Consumer Brands Association calls for uniformity in recycling

The association asks the EPA to issue standardized definitions for recycling.

man throwing out garbage and sorting recyclables

Bruno | stock.adobe.com

The Consumer Brands Association (CBA), Arlington, Virginia, has released a new report, “Set up for Failure: How the Fragmented Approach to Recycling Fails Consumers and the Environment,” which it says makes clear that standardized definitions for recycling are the first step to fixing what it calls “America’s broken system.”

In the report, CBA renews its call for federal definitions of recycling, something that the Environmental Protection Agency (EPA) has said it will take on in its impending National Recycling Strategy and the agency has not attempted since 1997. The EPA delayed its intended spring 2021 release of the strategy and is anticipated to share final copy later this month.

“We are on the clock to fix recycling in America and by America Recycles Day 2022 hope to be having a fundamentally different conversation about recycling,” says Geoff Freeman, president and CEO of CBA. “We expect to see, at minimum, a process for getting to standardized definitions in the EPA’s strategy—anything short of that fails to address the root issues plaguing our recycling system or bring meaningful change for consumers.”

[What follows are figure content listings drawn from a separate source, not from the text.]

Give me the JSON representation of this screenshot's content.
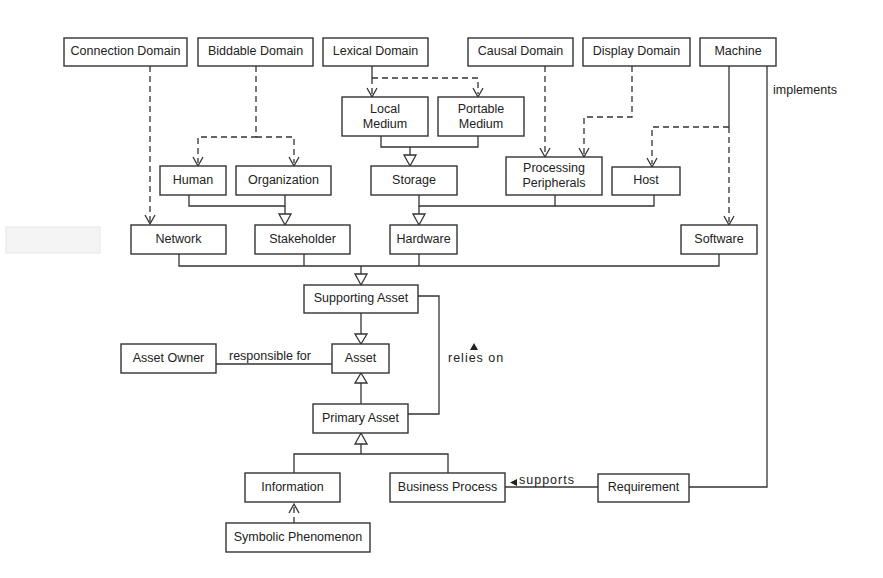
{
  "diagram": {
    "type": "class-diagram",
    "nodes": {
      "connection_domain": "Connection Domain",
      "biddable_domain": "Biddable Domain",
      "lexical_domain": "Lexical Domain",
      "causal_domain": "Causal Domain",
      "display_domain": "Display Domain",
      "machine": "Machine",
      "local_medium_1": "Local",
      "local_medium_2": "Medium",
      "portable_medium_1": "Portable",
      "portable_medium_2": "Medium",
      "human": "Human",
      "organization": "Organization",
      "storage": "Storage",
      "processing_peripherals_1": "Processing",
      "processing_peripherals_2": "Peripherals",
      "host": "Host",
      "network": "Network",
      "stakeholder": "Stakeholder",
      "hardware": "Hardware",
      "software": "Software",
      "supporting_asset": "Supporting Asset",
      "asset_owner": "Asset Owner",
      "asset": "Asset",
      "primary_asset": "Primary Asset",
      "information": "Information",
      "business_process": "Business Process",
      "requirement": "Requirement",
      "symbolic_phenomenon": "Symbolic Phenomenon"
    },
    "edge_labels": {
      "implements": "implements",
      "responsible_for": "responsible for",
      "relies_on": "relies on",
      "supports": "supports"
    },
    "edges": [
      {
        "from": "Connection Domain",
        "to": "Network",
        "kind": "dependency"
      },
      {
        "from": "Biddable Domain",
        "to": "Human",
        "kind": "dependency"
      },
      {
        "from": "Biddable Domain",
        "to": "Organization",
        "kind": "dependency"
      },
      {
        "from": "Lexical Domain",
        "to": "Local Medium",
        "kind": "dependency"
      },
      {
        "from": "Lexical Domain",
        "to": "Portable Medium",
        "kind": "dependency"
      },
      {
        "from": "Causal Domain",
        "to": "Processing Peripherals",
        "kind": "dependency"
      },
      {
        "from": "Display Domain",
        "to": "Processing Peripherals",
        "kind": "dependency"
      },
      {
        "from": "Machine",
        "to": "Host",
        "kind": "dependency"
      },
      {
        "from": "Machine",
        "to": "Software",
        "kind": "dependency"
      },
      {
        "from": "Machine",
        "to": "Requirement",
        "kind": "association",
        "label": "implements"
      },
      {
        "from": "Local Medium",
        "to": "Storage",
        "kind": "generalization"
      },
      {
        "from": "Portable Medium",
        "to": "Storage",
        "kind": "generalization"
      },
      {
        "from": "Human",
        "to": "Stakeholder",
        "kind": "generalization"
      },
      {
        "from": "Organization",
        "to": "Stakeholder",
        "kind": "generalization"
      },
      {
        "from": "Storage",
        "to": "Hardware",
        "kind": "generalization"
      },
      {
        "from": "Processing Peripherals",
        "to": "Hardware",
        "kind": "generalization"
      },
      {
        "from": "Host",
        "to": "Hardware",
        "kind": "generalization"
      },
      {
        "from": "Network",
        "to": "Supporting Asset",
        "kind": "generalization"
      },
      {
        "from": "Stakeholder",
        "to": "Supporting Asset",
        "kind": "generalization"
      },
      {
        "from": "Hardware",
        "to": "Supporting Asset",
        "kind": "generalization"
      },
      {
        "from": "Software",
        "to": "Supporting Asset",
        "kind": "generalization"
      },
      {
        "from": "Supporting Asset",
        "to": "Asset",
        "kind": "generalization"
      },
      {
        "from": "Primary Asset",
        "to": "Asset",
        "kind": "generalization"
      },
      {
        "from": "Asset Owner",
        "to": "Asset",
        "kind": "association",
        "label": "responsible for"
      },
      {
        "from": "Primary Asset",
        "to": "Supporting Asset",
        "kind": "association",
        "label": "relies on"
      },
      {
        "from": "Information",
        "to": "Primary Asset",
        "kind": "generalization"
      },
      {
        "from": "Business Process",
        "to": "Primary Asset",
        "kind": "generalization"
      },
      {
        "from": "Requirement",
        "to": "Business Process",
        "kind": "association",
        "label": "supports"
      },
      {
        "from": "Symbolic Phenomenon",
        "to": "Information",
        "kind": "dependency"
      }
    ]
  }
}
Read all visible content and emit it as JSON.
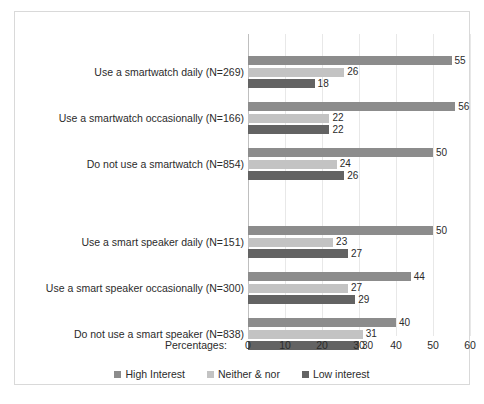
{
  "chart_data": {
    "type": "bar",
    "orientation": "horizontal",
    "title": "",
    "xlabel": "Percentages:",
    "ylabel": "",
    "xlim": [
      0,
      60
    ],
    "xticks": [
      0,
      10,
      20,
      30,
      40,
      50,
      60
    ],
    "grid": true,
    "legend_position": "bottom",
    "categories": [
      "Use a smartwatch daily (N=269)",
      "Use a smartwatch occasionally (N=166)",
      "Do not use a smartwatch (N=854)",
      "Use a smart speaker daily (N=151)",
      "Use a smart speaker occasionally (N=300)",
      "Do not use a smart speaker (N=838)"
    ],
    "series": [
      {
        "name": "High Interest",
        "color": "#8c8c8c",
        "values": [
          55,
          56,
          50,
          50,
          44,
          40
        ]
      },
      {
        "name": "Neither & nor",
        "color": "#c3c3c3",
        "values": [
          26,
          22,
          24,
          23,
          27,
          31
        ]
      },
      {
        "name": "Low interest",
        "color": "#636363",
        "values": [
          18,
          22,
          26,
          27,
          29,
          30
        ]
      }
    ]
  },
  "caption": ""
}
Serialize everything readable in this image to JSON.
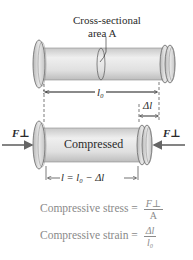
{
  "diagram": {
    "top_label_line1": "Cross-sectional",
    "top_label_line2": "area A",
    "original_length": "l₀",
    "delta_length": "Δl",
    "force_left": "F⊥",
    "force_right": "F⊥",
    "compressed_label": "Compressed",
    "compressed_length": "l = l₀ − Δl"
  },
  "equations": {
    "stress_label": "Compressive stress =",
    "stress_num": "F⊥",
    "stress_den": "A",
    "strain_label": "Compressive strain =",
    "strain_num": "Δl",
    "strain_den": "l₀"
  },
  "colors": {
    "body": "#e2e2e2",
    "outline": "#6a6a6a",
    "arrow": "#555555",
    "equation_text": "#8a8a8a"
  }
}
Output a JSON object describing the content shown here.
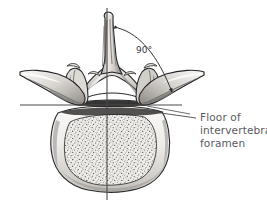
{
  "figure": {
    "background_color": "#ffffff",
    "width": 267,
    "height": 215
  },
  "annotations": {
    "angle_label": "90°",
    "callout_line_1": "Floor of",
    "callout_line_2": "intervertebral",
    "callout_line_3": "foramen",
    "callout_color": "#5a5a60",
    "angle_color": "#3a3a3e",
    "line_color": "#4a4a4a"
  },
  "anatomy": {
    "spinous_process": "spinous-process",
    "transverse_process_left": "transverse-process-left",
    "transverse_process_right": "transverse-process-right",
    "superior_articular_process_left": "superior-articular-process-left",
    "superior_articular_process_right": "superior-articular-process-right",
    "lamina": "lamina",
    "vertebral_body": "vertebral-body",
    "vertebral_foramen": "vertebral-foramen",
    "trabecular_bone": "trabecular-bone-stipple"
  },
  "reference_lines": {
    "vertical_axis": "vertical-midline-axis",
    "horizontal_axis": "horizontal-reference-line",
    "angle_arc": "ninety-degree-arc",
    "leader_line": "callout-leader-line"
  },
  "colors": {
    "bone_light": "#f2f0ee",
    "bone_mid": "#c9c6c2",
    "bone_dark": "#6e6b68",
    "outline": "#2a2a2a",
    "shadow": "#8d8a86"
  }
}
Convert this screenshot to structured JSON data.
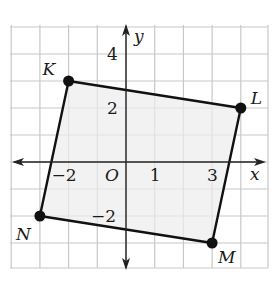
{
  "figure": {
    "type": "coordinate-plane",
    "grid": {
      "x_min": -4,
      "x_max": 5,
      "y_min": -4,
      "y_max": 5,
      "origin_px": [
        126,
        162
      ],
      "unit_px_x": 28.7,
      "unit_px_y": 27,
      "left_px": 10,
      "right_px": 268,
      "top_px": 25,
      "bottom_px": 268,
      "line_color": "#c8c8c8"
    },
    "axes": {
      "x_label": "x",
      "y_label": "y",
      "origin_label": "O",
      "x_tick_labels": [
        {
          "value": -2,
          "text": "−2"
        },
        {
          "value": 1,
          "text": "1"
        },
        {
          "value": 3,
          "text": "3"
        }
      ],
      "y_tick_labels": [
        {
          "value": 4,
          "text": "4"
        },
        {
          "value": 2,
          "text": "2"
        },
        {
          "value": -2,
          "text": "−2"
        }
      ]
    },
    "quadrilateral": {
      "fill": "#ececec",
      "stroke": "#111111",
      "vertices": [
        {
          "name": "K",
          "x": -2,
          "y": 3
        },
        {
          "name": "L",
          "x": 4,
          "y": 2
        },
        {
          "name": "M",
          "x": 3,
          "y": -3
        },
        {
          "name": "N",
          "x": -3,
          "y": -2
        }
      ]
    }
  }
}
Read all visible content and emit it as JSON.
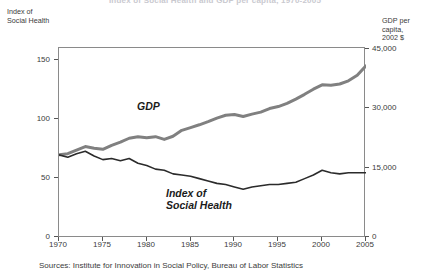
{
  "chart_title": "Index of Social Health and GDP per capita, 1970-2005",
  "left_axis": {
    "caption": "Index of\nSocial Health",
    "ticks": [
      "0",
      "50",
      "100",
      "150"
    ],
    "min": 0,
    "max": 160
  },
  "right_axis": {
    "caption": "GDP per capita,\n2002 $",
    "ticks": [
      "0",
      "15,000",
      "30,000",
      "45,000"
    ],
    "min": 0,
    "max": 48000
  },
  "x_axis": {
    "ticks": [
      "1970",
      "1975",
      "1980",
      "1985",
      "1990",
      "1995",
      "2000",
      "2005"
    ]
  },
  "series_labels": {
    "gdp": "GDP",
    "ish": "Index of\nSocial Health"
  },
  "sources": "Sources: Institute for Innovation in Social Policy, Bureau of Labor Statistics",
  "colors": {
    "gdp_line": "#808080",
    "ish_line": "#2b2b2b",
    "frame": "#8a8a8a",
    "text": "#3b3b3b"
  },
  "chart_data": {
    "type": "line",
    "title": "Index of Social Health and GDP per capita, 1970-2005",
    "xlabel": "",
    "ylabel": "Index of Social Health",
    "y2label": "GDP per capita, 2002 $",
    "xlim": [
      1970,
      2005
    ],
    "ylim": [
      0,
      160
    ],
    "y2lim": [
      0,
      48000
    ],
    "grid": false,
    "legend": "inline-annotations",
    "x": [
      1970,
      1971,
      1972,
      1973,
      1974,
      1975,
      1976,
      1977,
      1978,
      1979,
      1980,
      1981,
      1982,
      1983,
      1984,
      1985,
      1986,
      1987,
      1988,
      1989,
      1990,
      1991,
      1992,
      1993,
      1994,
      1995,
      1996,
      1997,
      1998,
      1999,
      2000,
      2001,
      2002,
      2003,
      2004,
      2005
    ],
    "series": [
      {
        "name": "Index of Social Health",
        "axis": "left",
        "color": "#2b2b2b",
        "values": [
          70,
          68,
          71,
          73,
          69,
          66,
          67,
          65,
          67,
          63,
          61,
          58,
          57,
          54,
          53,
          52,
          50,
          48,
          46,
          45,
          43,
          41,
          43,
          44,
          45,
          45,
          46,
          47,
          50,
          53,
          57,
          55,
          54,
          55,
          55,
          55
        ]
      },
      {
        "name": "GDP per capita",
        "axis": "right",
        "color": "#808080",
        "values": [
          21000,
          21300,
          22200,
          23100,
          22700,
          22400,
          23400,
          24200,
          25200,
          25600,
          25300,
          25600,
          24900,
          25700,
          27200,
          27900,
          28600,
          29400,
          30300,
          31000,
          31200,
          30700,
          31300,
          31800,
          32700,
          33200,
          34000,
          35100,
          36300,
          37600,
          38700,
          38600,
          38900,
          39700,
          41100,
          43500
        ]
      }
    ]
  }
}
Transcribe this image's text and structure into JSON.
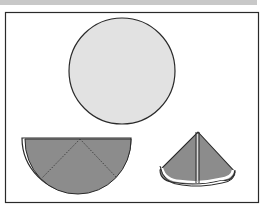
{
  "diagram": {
    "colors": {
      "frame": "#2a2a2a",
      "circle_fill": "#e0e0e0",
      "folded_fill": "#8c8c8c",
      "top_bar": "#c8c8c8"
    },
    "steps": [
      {
        "id": "circle",
        "label": ""
      },
      {
        "id": "semicircle",
        "label": ""
      },
      {
        "id": "cone",
        "label": ""
      }
    ]
  }
}
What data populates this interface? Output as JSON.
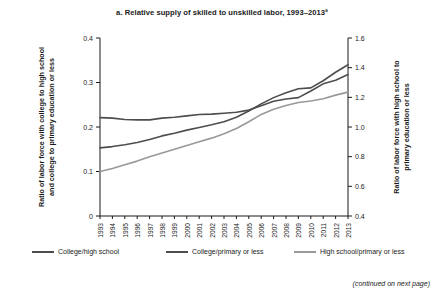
{
  "chart_data": {
    "type": "line",
    "title": "a. Relative supply of skilled to unskilled labor, 1993–2013ª",
    "xlabel": "",
    "ylabel": "Ratio of labor force with college to high school and college to primary education or less",
    "y2label": "Ratio of labor force with high school to primary education or less",
    "grid": false,
    "legend_position": "bottom",
    "x": [
      "1993",
      "1994",
      "1995",
      "1996",
      "1997",
      "1998",
      "1999",
      "2000",
      "2001",
      "2002",
      "2003",
      "2004",
      "2005",
      "2006",
      "2007",
      "2008",
      "2009",
      "2010",
      "2011",
      "2012",
      "2013"
    ],
    "yticks": [
      "0",
      "0.1",
      "0.2",
      "0.3",
      "0.4"
    ],
    "ylim": [
      0,
      0.4
    ],
    "y2ticks": [
      "0.4",
      "0.6",
      "0.8",
      "1.0",
      "1.2",
      "1.4",
      "1.6"
    ],
    "y2lim": [
      0.4,
      1.6
    ],
    "series": [
      {
        "name": "College/high school",
        "axis": "left",
        "color": "#4d4d4d",
        "values": [
          0.221,
          0.22,
          0.217,
          0.216,
          0.216,
          0.22,
          0.222,
          0.225,
          0.228,
          0.229,
          0.231,
          0.233,
          0.238,
          0.248,
          0.258,
          0.263,
          0.266,
          0.281,
          0.297,
          0.305,
          0.318
        ]
      },
      {
        "name": "College/primary or less",
        "axis": "left",
        "color": "#4d4d4d",
        "values": [
          0.153,
          0.156,
          0.16,
          0.165,
          0.172,
          0.18,
          0.186,
          0.193,
          0.199,
          0.205,
          0.212,
          0.222,
          0.236,
          0.252,
          0.266,
          0.277,
          0.286,
          0.288,
          0.304,
          0.323,
          0.34
        ]
      },
      {
        "name": "High school/primary or less",
        "axis": "right",
        "color": "#999999",
        "values": [
          0.7,
          0.72,
          0.745,
          0.77,
          0.8,
          0.825,
          0.85,
          0.875,
          0.9,
          0.925,
          0.955,
          0.99,
          1.035,
          1.085,
          1.12,
          1.145,
          1.165,
          1.175,
          1.19,
          1.215,
          1.235
        ]
      }
    ],
    "legend": [
      {
        "label": "College/high school",
        "color": "#4d4d4d"
      },
      {
        "label": "College/primary or less",
        "color": "#4d4d4d"
      },
      {
        "label": "High school/primary or less",
        "color": "#999999"
      }
    ],
    "note": "(continued on next page)"
  }
}
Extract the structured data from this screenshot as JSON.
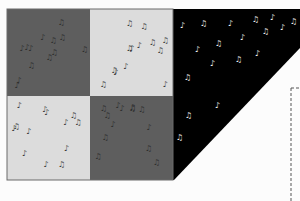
{
  "diagram": {
    "colors": {
      "background": "#fcfcfc",
      "dark_gray": "#5e5e5e",
      "light_gray": "#dcdcdc",
      "black": "#000000",
      "border": "#6a6a6a",
      "note_on_dark": "#2e2e2e",
      "note_on_light": "#3a3a3a",
      "note_on_black": "#f4f4f4",
      "dashed_line": "#555555"
    },
    "patches": [
      {
        "id": "top-left",
        "fill": "dark_gray",
        "x": 7,
        "y": 9,
        "w": 83,
        "h": 87
      },
      {
        "id": "top-right",
        "fill": "light_gray",
        "x": 90,
        "y": 9,
        "w": 83,
        "h": 87
      },
      {
        "id": "bottom-left",
        "fill": "light_gray",
        "x": 7,
        "y": 96,
        "w": 83,
        "h": 84
      },
      {
        "id": "bottom-right",
        "fill": "dark_gray",
        "x": 90,
        "y": 96,
        "w": 83,
        "h": 84
      }
    ],
    "triangle": {
      "fill": "black",
      "points": "173,9 300,9 300,48 174,180 173,180"
    },
    "dashed_guide": {
      "x": 291,
      "y1": 88,
      "y2": 201,
      "tick_x2": 300
    },
    "glyph": "♪",
    "glyph_alt": "♫"
  }
}
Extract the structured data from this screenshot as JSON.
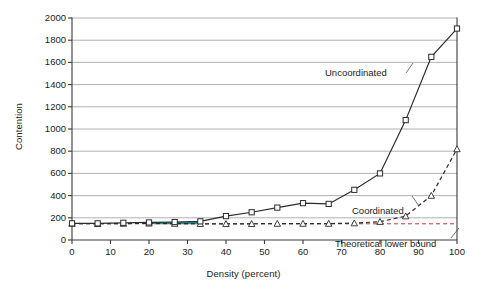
{
  "chart_data": {
    "type": "line",
    "title": "",
    "xlabel": "Density (percent)",
    "ylabel": "Contention",
    "xlim": [
      0,
      100
    ],
    "ylim": [
      0,
      2000
    ],
    "xticks": [
      0,
      10,
      20,
      30,
      40,
      50,
      60,
      70,
      80,
      90,
      100
    ],
    "yticks": [
      0,
      200,
      400,
      600,
      800,
      1000,
      1200,
      1400,
      1600,
      1800,
      2000
    ],
    "grid": "horizontal",
    "legend": "inline-annotations",
    "x": [
      0,
      6.67,
      13.33,
      20,
      26.67,
      33.33,
      40,
      46.67,
      53.33,
      60,
      66.67,
      73.33,
      80,
      86.67,
      93.33,
      100
    ],
    "series": [
      {
        "name": "Uncoordinated",
        "marker": "square",
        "linestyle": "solid",
        "color": "#2b2b2b",
        "values": [
          150,
          150,
          155,
          158,
          162,
          168,
          215,
          250,
          292,
          332,
          325,
          452,
          600,
          1080,
          1650,
          1905
        ]
      },
      {
        "name": "Coordinated",
        "marker": "triangle",
        "linestyle": "dashed",
        "color": "#2b2b2b",
        "values": [
          148,
          146,
          148,
          150,
          148,
          146,
          146,
          146,
          148,
          148,
          148,
          152,
          165,
          215,
          400,
          820
        ]
      },
      {
        "name": "Theoretical lower bound",
        "marker": "none",
        "linestyle": "dashed",
        "color": "#d4302f",
        "values": [
          146,
          146,
          146,
          146,
          146,
          146,
          146,
          146,
          146,
          146,
          146,
          146,
          146,
          146,
          146,
          146
        ]
      },
      {
        "name": "overlap-highlight",
        "marker": "none",
        "linestyle": "solid",
        "color": "#1f8f8f",
        "values": [
          null,
          null,
          null,
          152,
          152,
          152,
          null,
          null,
          null,
          null,
          null,
          null,
          null,
          null,
          null,
          null
        ]
      }
    ],
    "annotations": [
      {
        "label": "Uncoordinated",
        "x_px": 325,
        "y_px": 67
      },
      {
        "label": "Coordinated",
        "x_px": 352,
        "y_px": 205
      },
      {
        "label": "Theoretical lower bound",
        "x_px": 335,
        "y_px": 238
      }
    ]
  }
}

The CBA says the U.S. has more than 9,800 recycling systems, each with its own unique set of rules and standards. According to the report, 71 percent of Americans said the sheer amount of recycling systems creates confusion. While 84 percent of Americans expressed concern over the current plastic waste crisis, only 20 percent reported having read their local recycling rules, increasing the likelihood that items are ending up in the wrong bin and, ultimately, the wrong place.

When asked to rate the recycling system’s performance, only 39 percent of Americans surveyed by CBA said it works well, while 36 said it works poorly and 23 percent said they didn’t know.

“Americans don’t know how well recycling works because the realities of the system are unseen by consumers who loyally place items in their curbside bins week after week,” Freeman says. “When the process is overly complicated, consumer behavior can undermine the shared outcome of increasing our recycling rates. We cannot allow consumers’ faith to erode and their confusion and frustration turn to apathy—that would be the end of recycling in America.”